## SOURCE MATERIAL
============

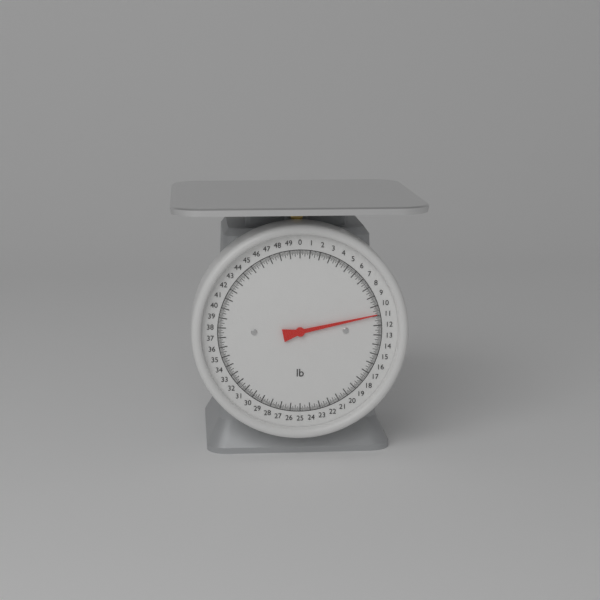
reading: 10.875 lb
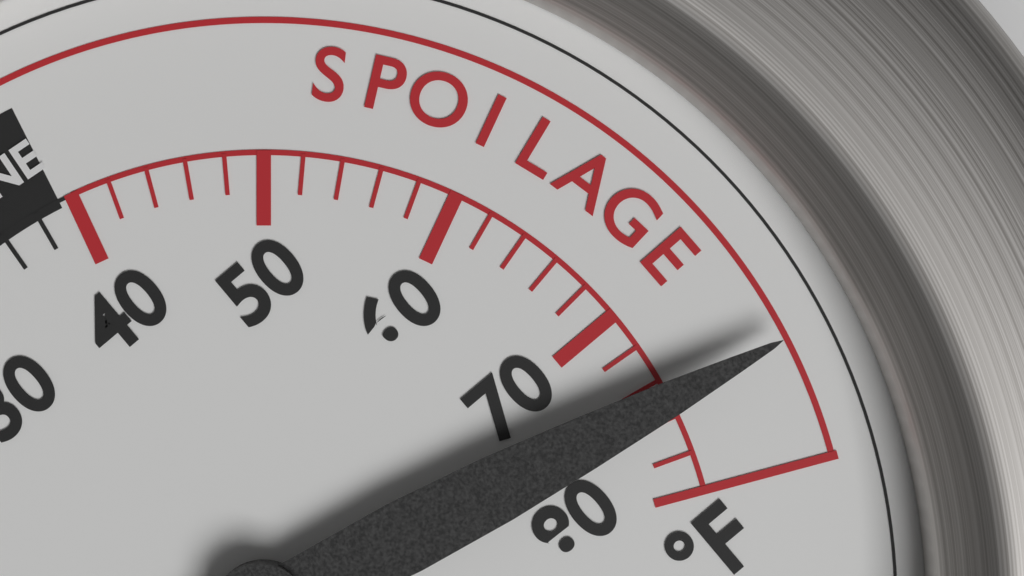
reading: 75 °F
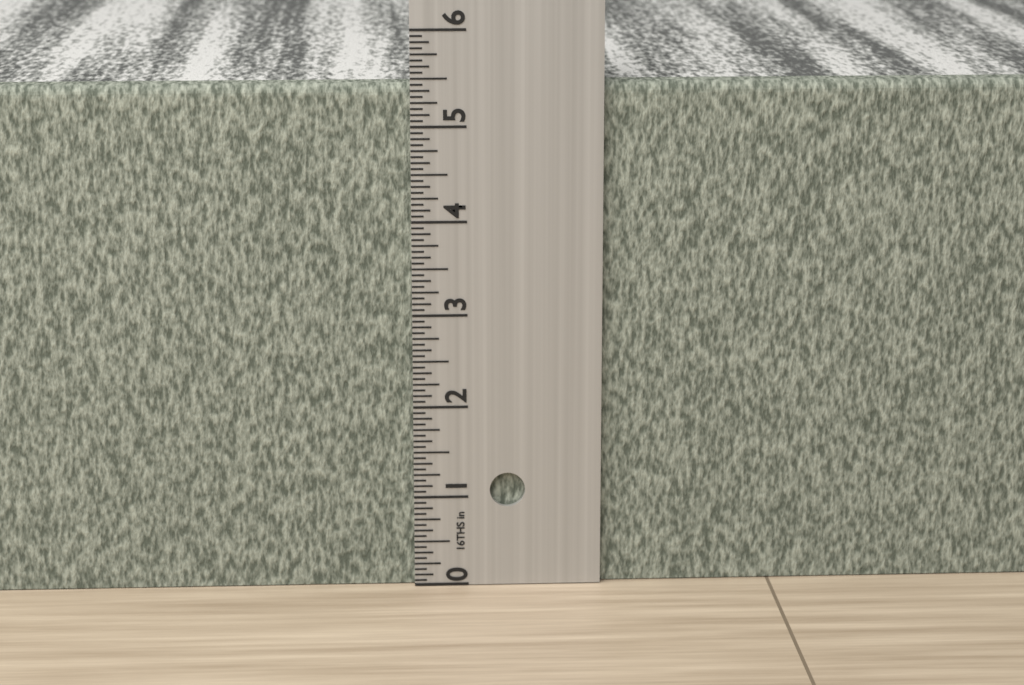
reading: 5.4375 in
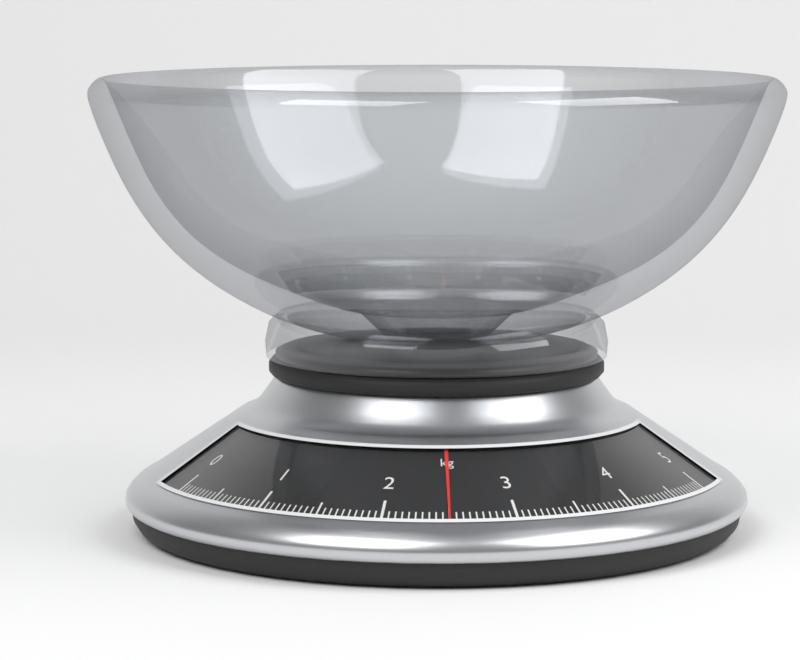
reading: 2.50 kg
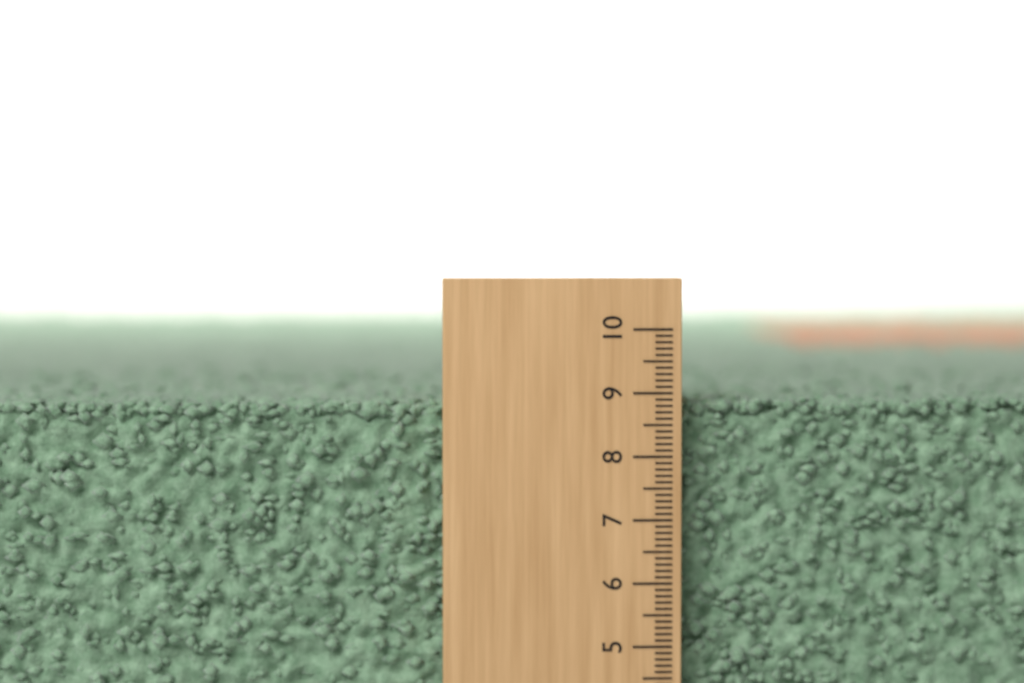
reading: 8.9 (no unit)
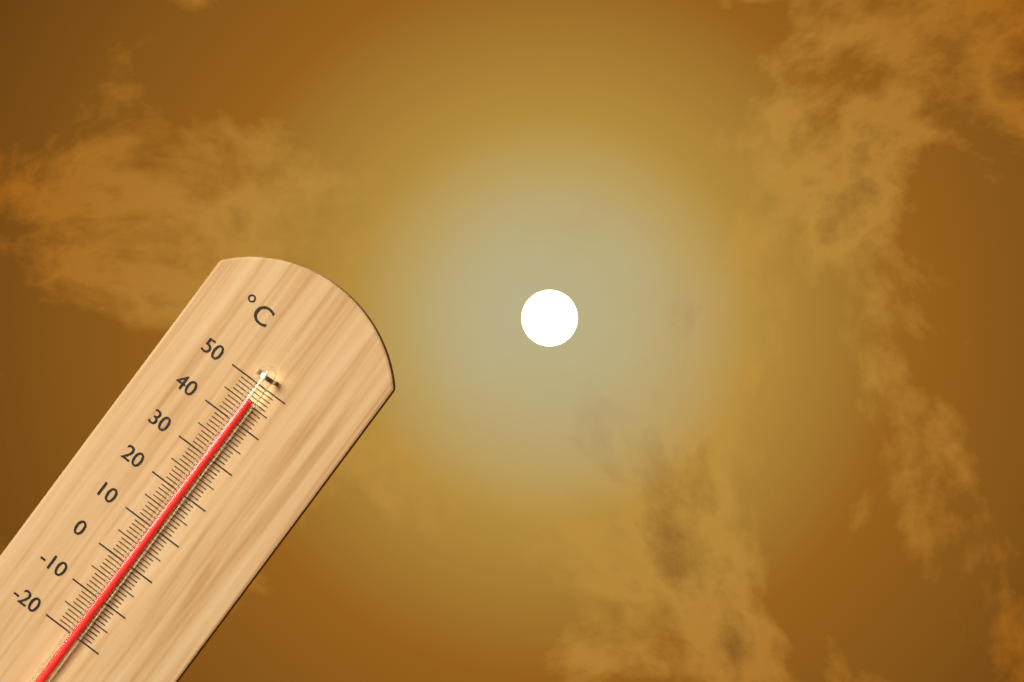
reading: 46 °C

============

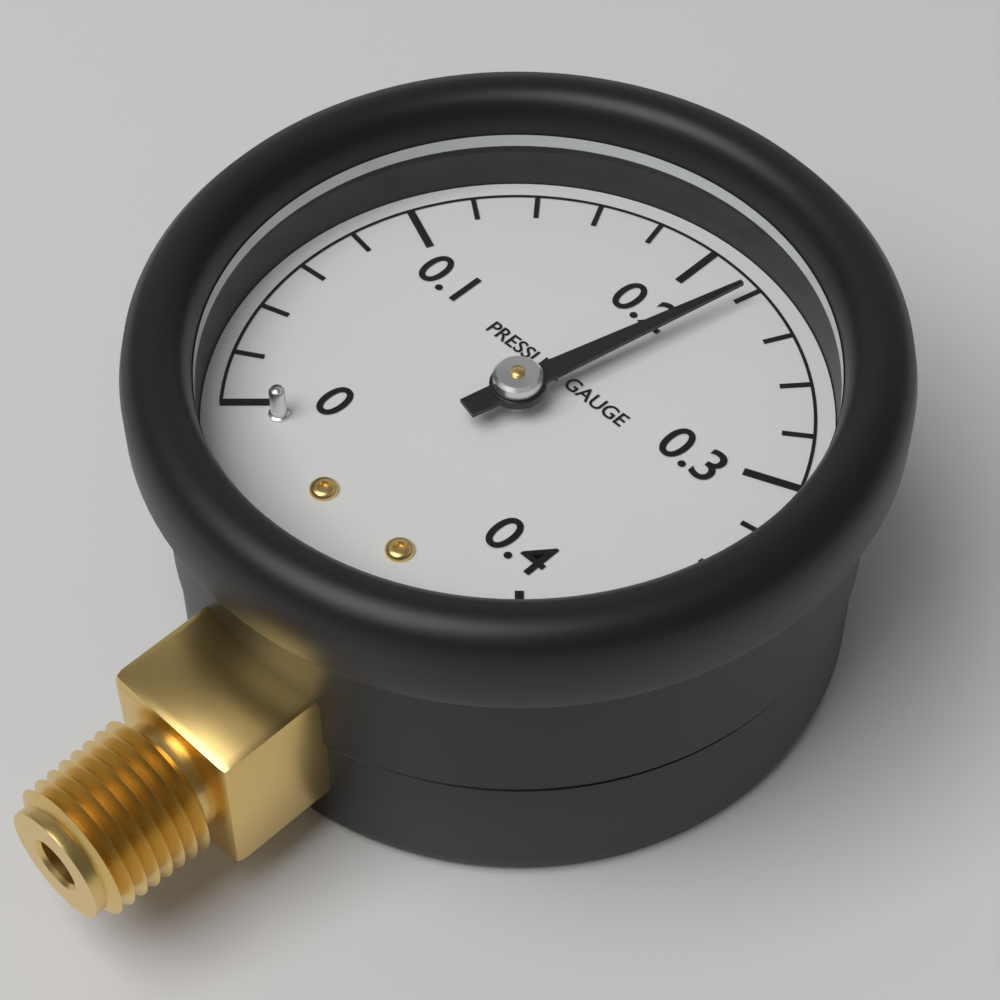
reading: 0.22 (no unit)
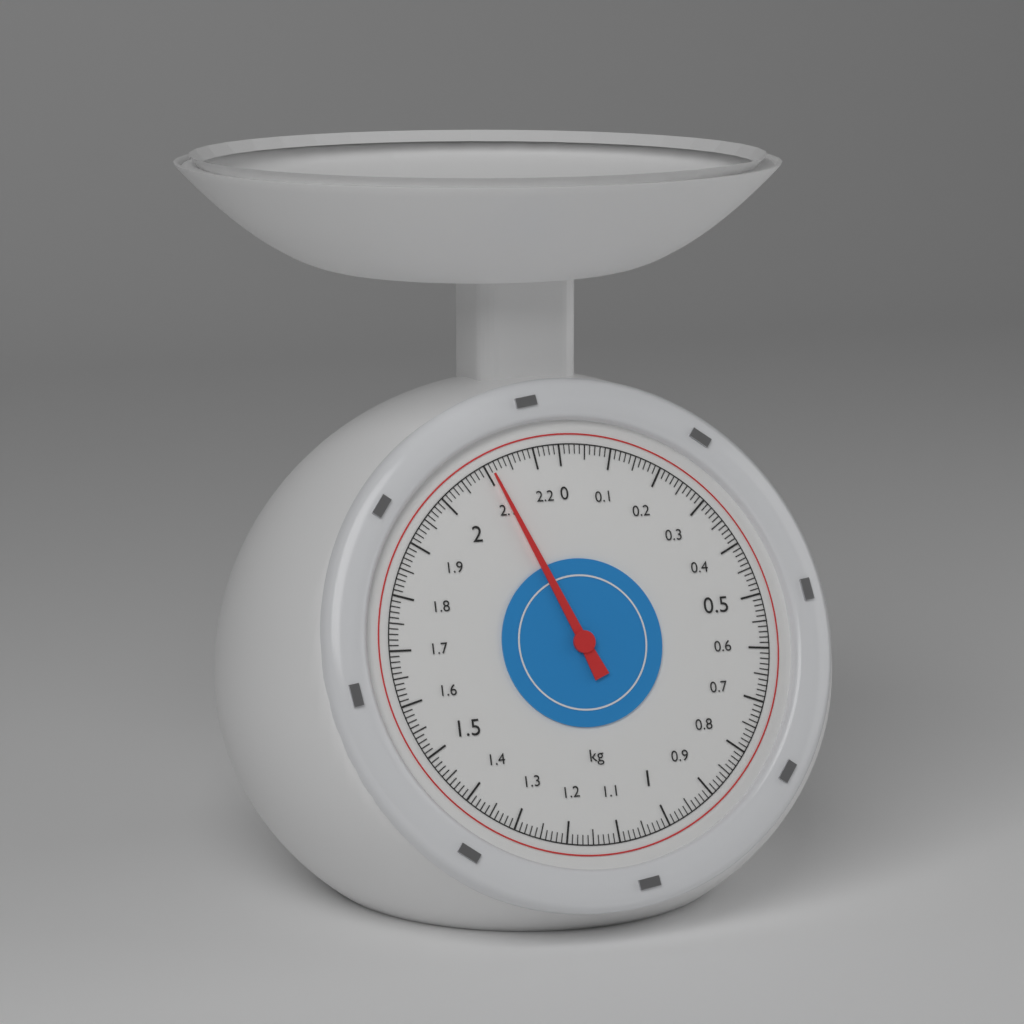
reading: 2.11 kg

============

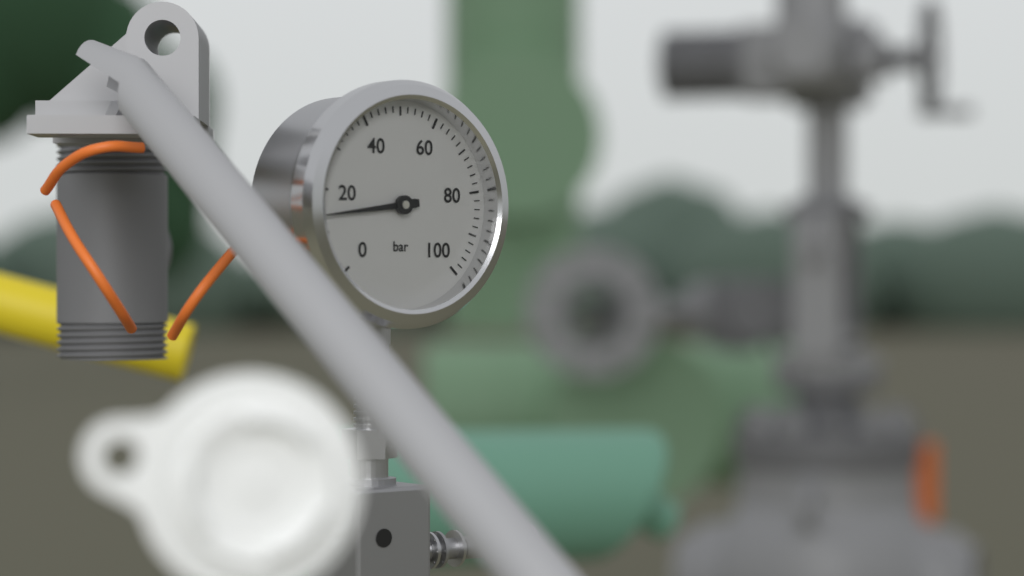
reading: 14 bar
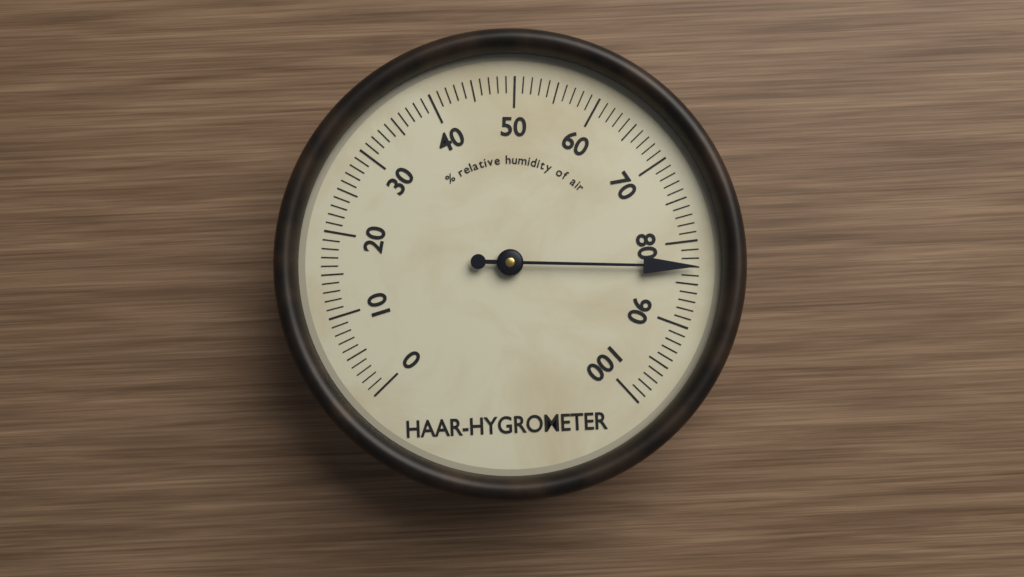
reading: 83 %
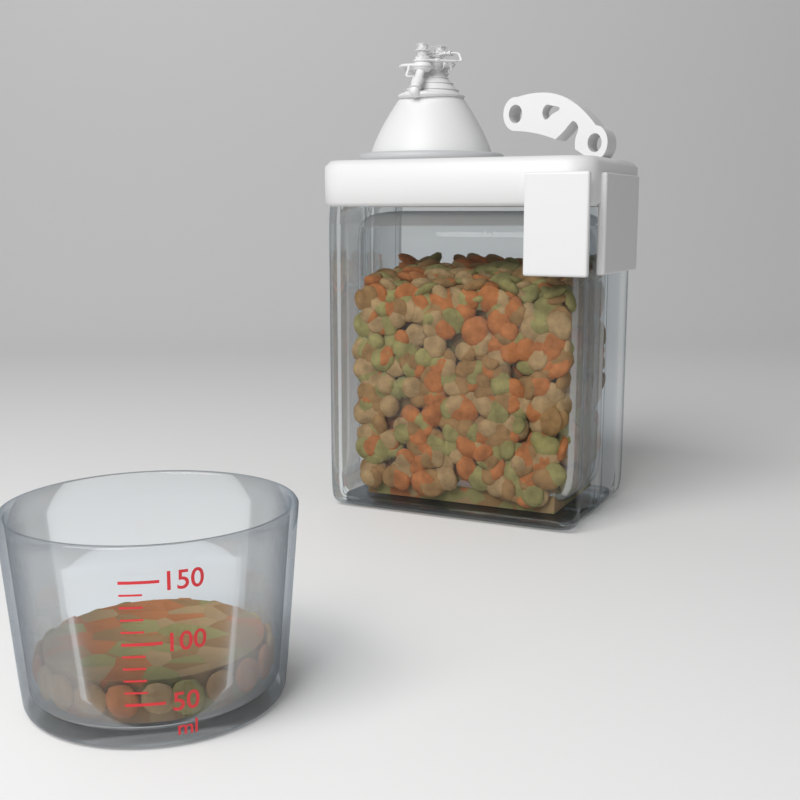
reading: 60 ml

============

## PROBLEM DESCRIPTION
From the records above, output only the lines starting at the one containing "reading: 10.875 lb" and ending at the one containing "reading: 46 °C", word for word. Pictures stay out.

## RESULT
reading: 10.875 lb
reading: 75 °F
reading: 5.4375 in
reading: 2.50 kg
reading: 8.9 (no unit)
reading: 46 °C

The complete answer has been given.